The Act goes a long way to strengthen the Public Procurement Office, providing for a central online portal where procurement data can be publicly accessible and transparent. It mandates ‘standardised and interoperable open data across the procurement cycle’, and it explicitly empowers ‘the public, civil society and the media to access, scrutinise and monitor procurement processes’. The Act thus recognises public oversight as a legitimate and necessary component of the system, transforming transparency from a passive principle into an active, participatory right.

This legislated potential for democratised, centralised procurement data will need regulatory support to manifest in a well-designed, collectively accessible portal.
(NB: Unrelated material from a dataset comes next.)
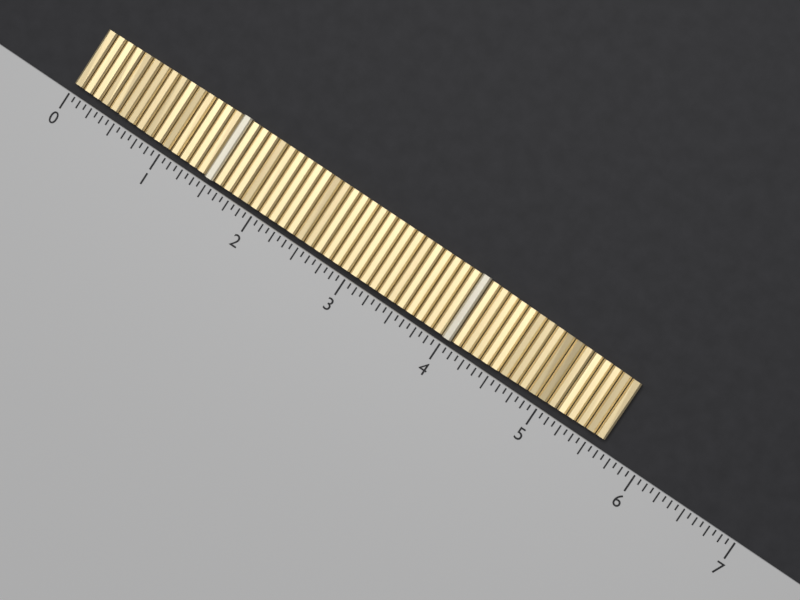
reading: 5.6250 (no unit)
Regulations should promote open contracting standards that provide a common language for procurement data, allowing anyone to track a contract from its initial planning, through the tender process, to its final deliverables. Integrating this data with the new beneficial ownership register would reveal who ultimately benefits from public expenditure, turning complex information into a powerful tool for public insight and accountability.

There is already a move at national level towards using open contracting standards and increasing the amount of procurement data in the public domain. National Treasury’s Procurement Payments Dashboard for example, enables the public to explore government spending on goods and services. But the platform is not yet a full view – local government, for instance, is not yet included due to the multiple data systems operating at that level.
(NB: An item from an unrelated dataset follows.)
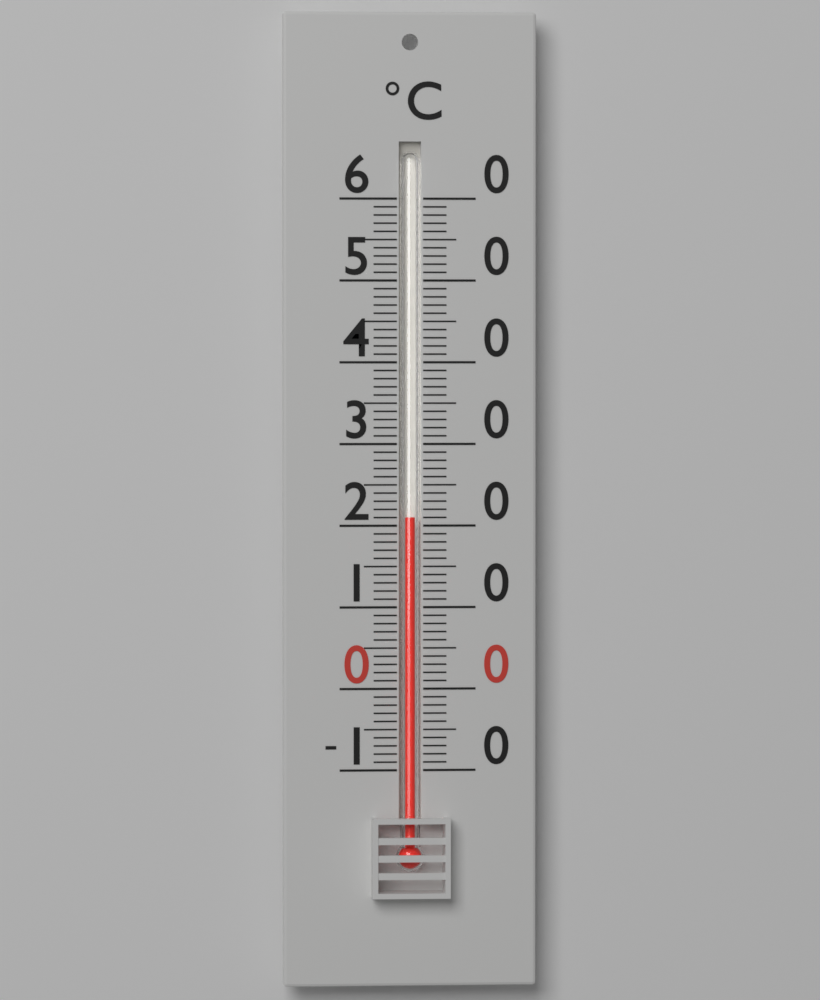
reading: 21 °C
The Act creates previously untapped potential for civil society organisations to provide expert oversight over issues of national importance, like water infrastructure. To facilitate this, regulations could create a formal register of accredited CSOs to observe high-value tenders. Furthermore, regulations can empower communities through social audit mechanisms, enabling them to verify that delivered services match what was contracted by municipalities.  We can draw practical lessons from existing pilots of community oversight such as the Asivikelane campaign. Their work shows that traditional transparency attempts on municipal websites often fail communities; residents frequently lack basic details, like the name of the service provider emptying their toilets or whom to contact when a service fails. Practical guides developed by organisations like Asivikelane help communities find and use municipal contract information and regulations could institutionalise such approaches. This turns transparency into a citizen-led verification activity and fosters a collaborative partnership for better delivery.

In several countries around the world, from Mexico to the Philippines, civil society oversight is complementing the work of formal oversight bodies – making citizens active accountability partners in public procurement.
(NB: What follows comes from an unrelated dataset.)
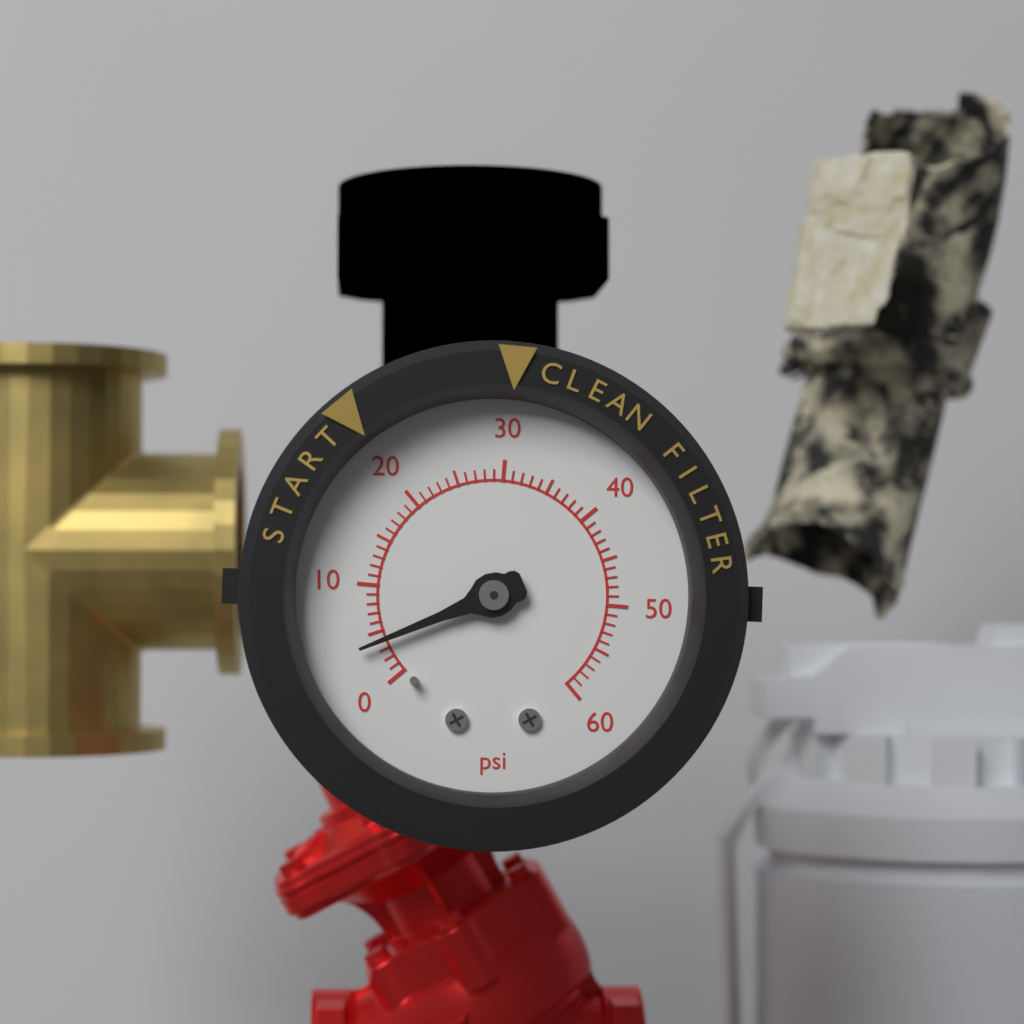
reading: 4 psi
Some may question whether this focus on transparency and public access could slow down the system or risk exposing sensitive information. There are, however, clear guardrails developed internationally for managing these risks, some of which we explore in our recent policy paper.

We need to think carefully about the practical mechanics of accountability. How do we protect whistleblowers who raise red flags? How do we ensure enforcement mechanisms are strong enough that those who identify problems are heard? And how do we empower communities, with real tools and access, to play a meaningful role in social audits? This is the difficult, granular work of translating a law into lived reality. By embracing meaningful transparency and public oversight we can bring real accountability to procurement, the space most vulnerable to corruption, and give flesh to the constitutional principle of participatory democracy at the local government level.